The kinds of inks used and designed for banner and poster Printing.
Question: An anonymous reader asks today about the types of ink that are used for printing banners and posters?
This is a pretty broad-based question as it has less to do with what is being printed versus what type of printing is being used to print the posters and banners, although material will also have somewhat to do with the type of printing being done.
With poster printing, the type of inks being used are potentially several different types, again, depending on the printer itself. If you need a short run of posters, the most cost effective way will be do have a digital printing company print you posters on a roll-to-roll wide format digital printer. The inks today, in the US, are soy-based eco-friendly inks, although you’d be hard-pressed to tell the difference between solvent and soy base inks, both by the smell and by the print quality.
Screen-printed Posters
Posters could also be screen-printed, although this method is not as common as it once was. Screen printing inks are typically soy-based also in the US (it’s the law), although there are a few types of ink within this print genre. Most commonly used would be UV, or ultraviolet light cured inks. When printing four color process (4 CP) posters, the inks are laid down successively, first yellow, then magenta, then cyan, and finally , black. You’ll often see these ink colors annotated as C-M-Y-K, which are the four colors of the 4 CP process.
With screen printing, the inks have to dry between colors printed, so the UV process is really the only way to go in the modern era, though we’re seeing digital printing supplanting this process except on lower color quantity, higher quantity prints and believe screen printing will be obsoleted within a few years, although we could be wrong in this assessment. Inline screen printing presses with various print color screens can still turn out very high quantities of posters or banners even printing 4 or 6 colors, but the fastest printing is offset lithographic printing, more commonly called just offset printing.
Offset Printing for Large Posters
Again, the inks used with offset printing, by law in the US, are soy-based, but have small differences in the formulation, but the outcome is essentially the same. There are some offset printers that print very small items such business cards (although they are “gang-printed” on sheets and then sheered, typically.
There are larger format offset printers that can print large posters as well. This print process, once set up, is used for very large runs of posters. While banners can be offset print, there are size limitations that will make it so large banners are not likely to be run on an offset press. That domain is generally reserved for digital printing now, where printers can print over 16 feet in width and as long as the roll is (typically 50 yards).
So while ink will vary as far as formulations for the type of printing done, there may be only an added solvent that will make a vinyl or polypropylene banner printable that isn’t in the paper poster ink, but the differences are minimal, and most inks now are UV curable or quick drying as they come off a heater printer platen, not the slower drying inks that were around when I began in the printing business.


* Required action
Keep only those lines of the records that include the string "font".
[[ Supplied records, beginning ]]
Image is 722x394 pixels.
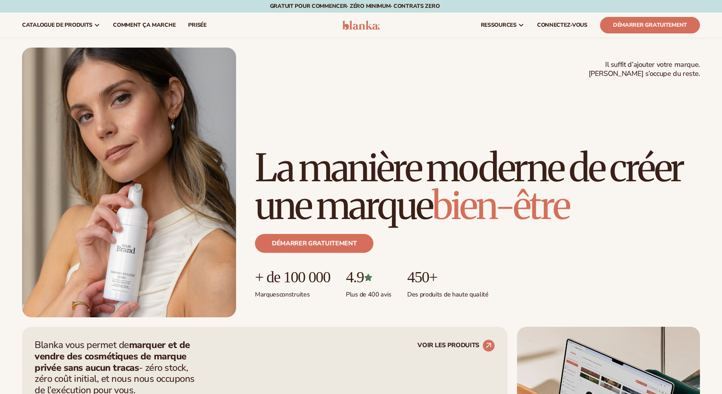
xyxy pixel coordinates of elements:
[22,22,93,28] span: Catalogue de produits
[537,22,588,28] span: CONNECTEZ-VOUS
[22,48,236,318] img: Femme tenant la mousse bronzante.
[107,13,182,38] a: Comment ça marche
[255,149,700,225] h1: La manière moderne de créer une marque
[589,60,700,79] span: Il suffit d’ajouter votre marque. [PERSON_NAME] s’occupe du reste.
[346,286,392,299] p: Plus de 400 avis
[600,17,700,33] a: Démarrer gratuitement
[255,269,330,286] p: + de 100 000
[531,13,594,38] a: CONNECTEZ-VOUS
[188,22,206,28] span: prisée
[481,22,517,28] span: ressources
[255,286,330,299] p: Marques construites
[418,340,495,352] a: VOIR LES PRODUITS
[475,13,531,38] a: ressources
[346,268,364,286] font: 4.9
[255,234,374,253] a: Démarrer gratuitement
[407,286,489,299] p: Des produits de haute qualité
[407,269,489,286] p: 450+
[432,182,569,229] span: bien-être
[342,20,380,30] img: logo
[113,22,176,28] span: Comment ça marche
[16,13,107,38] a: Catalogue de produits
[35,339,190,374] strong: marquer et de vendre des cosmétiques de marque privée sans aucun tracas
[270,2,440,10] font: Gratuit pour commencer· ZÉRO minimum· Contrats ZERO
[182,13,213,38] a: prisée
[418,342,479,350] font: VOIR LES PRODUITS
[[ Supplied records, end ]]
[[ Supplied records, beginning ]]
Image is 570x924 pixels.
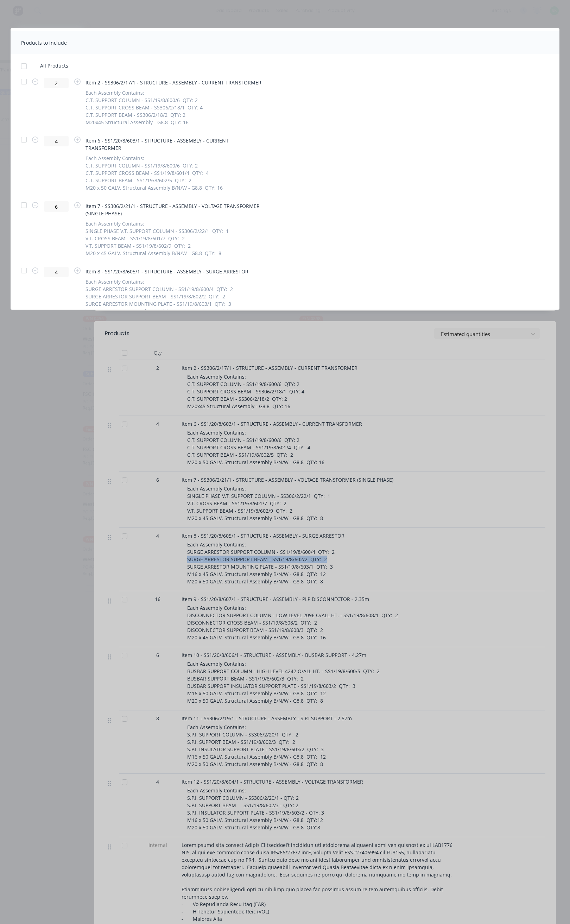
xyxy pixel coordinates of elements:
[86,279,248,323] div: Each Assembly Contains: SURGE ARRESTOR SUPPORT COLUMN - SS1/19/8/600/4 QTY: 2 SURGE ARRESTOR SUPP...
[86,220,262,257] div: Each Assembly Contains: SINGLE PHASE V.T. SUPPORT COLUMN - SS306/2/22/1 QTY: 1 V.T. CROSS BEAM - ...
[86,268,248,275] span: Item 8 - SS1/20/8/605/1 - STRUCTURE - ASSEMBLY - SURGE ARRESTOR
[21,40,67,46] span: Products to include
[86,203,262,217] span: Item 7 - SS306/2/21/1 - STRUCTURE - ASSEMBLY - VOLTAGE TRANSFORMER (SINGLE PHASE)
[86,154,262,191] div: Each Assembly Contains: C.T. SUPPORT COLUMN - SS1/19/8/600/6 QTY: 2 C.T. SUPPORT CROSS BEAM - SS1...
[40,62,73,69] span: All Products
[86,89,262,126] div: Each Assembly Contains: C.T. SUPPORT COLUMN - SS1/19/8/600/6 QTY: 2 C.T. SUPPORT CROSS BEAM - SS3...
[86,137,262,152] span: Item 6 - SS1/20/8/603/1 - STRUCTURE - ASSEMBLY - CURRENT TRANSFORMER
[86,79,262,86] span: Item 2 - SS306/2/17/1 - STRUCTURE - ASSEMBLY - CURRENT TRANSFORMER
[[ Supplied records, end ]]
[[ Supplied records, beginning ]]
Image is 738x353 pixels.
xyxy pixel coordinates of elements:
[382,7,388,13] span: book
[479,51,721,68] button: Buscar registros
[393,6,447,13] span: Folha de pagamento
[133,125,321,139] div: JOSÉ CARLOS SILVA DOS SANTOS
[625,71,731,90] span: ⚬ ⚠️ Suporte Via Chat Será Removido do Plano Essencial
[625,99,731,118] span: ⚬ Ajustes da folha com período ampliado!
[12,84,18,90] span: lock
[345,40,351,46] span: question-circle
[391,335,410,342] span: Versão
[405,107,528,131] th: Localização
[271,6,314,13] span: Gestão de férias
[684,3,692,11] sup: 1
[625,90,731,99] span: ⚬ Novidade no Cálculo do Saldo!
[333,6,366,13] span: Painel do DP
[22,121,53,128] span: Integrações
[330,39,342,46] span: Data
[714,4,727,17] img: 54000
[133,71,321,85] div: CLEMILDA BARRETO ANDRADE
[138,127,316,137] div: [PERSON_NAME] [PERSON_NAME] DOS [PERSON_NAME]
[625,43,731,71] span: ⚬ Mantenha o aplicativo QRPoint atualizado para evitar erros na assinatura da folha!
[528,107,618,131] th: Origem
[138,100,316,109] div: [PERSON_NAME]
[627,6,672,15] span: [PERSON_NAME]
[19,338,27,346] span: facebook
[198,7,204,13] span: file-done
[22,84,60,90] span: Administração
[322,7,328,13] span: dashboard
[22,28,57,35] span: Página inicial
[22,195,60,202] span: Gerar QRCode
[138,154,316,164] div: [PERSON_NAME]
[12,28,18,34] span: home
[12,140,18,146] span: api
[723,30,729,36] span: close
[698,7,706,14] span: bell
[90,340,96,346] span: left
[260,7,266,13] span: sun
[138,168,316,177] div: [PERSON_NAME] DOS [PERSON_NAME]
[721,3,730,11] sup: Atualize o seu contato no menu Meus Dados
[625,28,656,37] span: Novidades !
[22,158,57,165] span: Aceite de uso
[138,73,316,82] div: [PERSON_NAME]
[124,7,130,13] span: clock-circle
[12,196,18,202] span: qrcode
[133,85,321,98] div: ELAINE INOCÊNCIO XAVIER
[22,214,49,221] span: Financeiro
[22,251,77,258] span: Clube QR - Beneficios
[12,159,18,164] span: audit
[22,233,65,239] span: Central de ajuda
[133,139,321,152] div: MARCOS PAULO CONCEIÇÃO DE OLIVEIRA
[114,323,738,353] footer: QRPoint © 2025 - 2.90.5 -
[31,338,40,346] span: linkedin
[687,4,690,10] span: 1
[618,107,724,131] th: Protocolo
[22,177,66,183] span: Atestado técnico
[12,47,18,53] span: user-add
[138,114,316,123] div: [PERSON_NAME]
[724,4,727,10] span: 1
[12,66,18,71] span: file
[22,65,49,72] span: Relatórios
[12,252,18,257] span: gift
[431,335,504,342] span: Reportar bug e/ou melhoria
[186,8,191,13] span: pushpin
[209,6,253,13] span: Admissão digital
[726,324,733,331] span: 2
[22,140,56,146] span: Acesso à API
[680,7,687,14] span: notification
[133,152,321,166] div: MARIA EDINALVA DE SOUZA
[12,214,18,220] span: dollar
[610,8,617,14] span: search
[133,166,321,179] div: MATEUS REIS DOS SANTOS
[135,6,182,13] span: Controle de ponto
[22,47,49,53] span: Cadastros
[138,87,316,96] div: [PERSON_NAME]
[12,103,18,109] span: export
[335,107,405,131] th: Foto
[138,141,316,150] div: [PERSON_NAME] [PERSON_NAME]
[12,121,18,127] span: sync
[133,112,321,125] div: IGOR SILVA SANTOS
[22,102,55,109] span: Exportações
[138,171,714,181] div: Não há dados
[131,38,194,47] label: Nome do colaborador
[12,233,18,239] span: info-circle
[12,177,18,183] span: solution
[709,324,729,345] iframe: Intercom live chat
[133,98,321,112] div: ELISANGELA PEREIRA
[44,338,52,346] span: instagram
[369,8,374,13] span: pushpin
[[ Supplied records, end ]]
* Written answer
[346,268,364,286] font: 4.9
[270,2,440,10] font: Gratuit pour commencer· ZÉRO minimum· Contrats ZERO
[418,342,479,350] font: VOIR LES PRODUITS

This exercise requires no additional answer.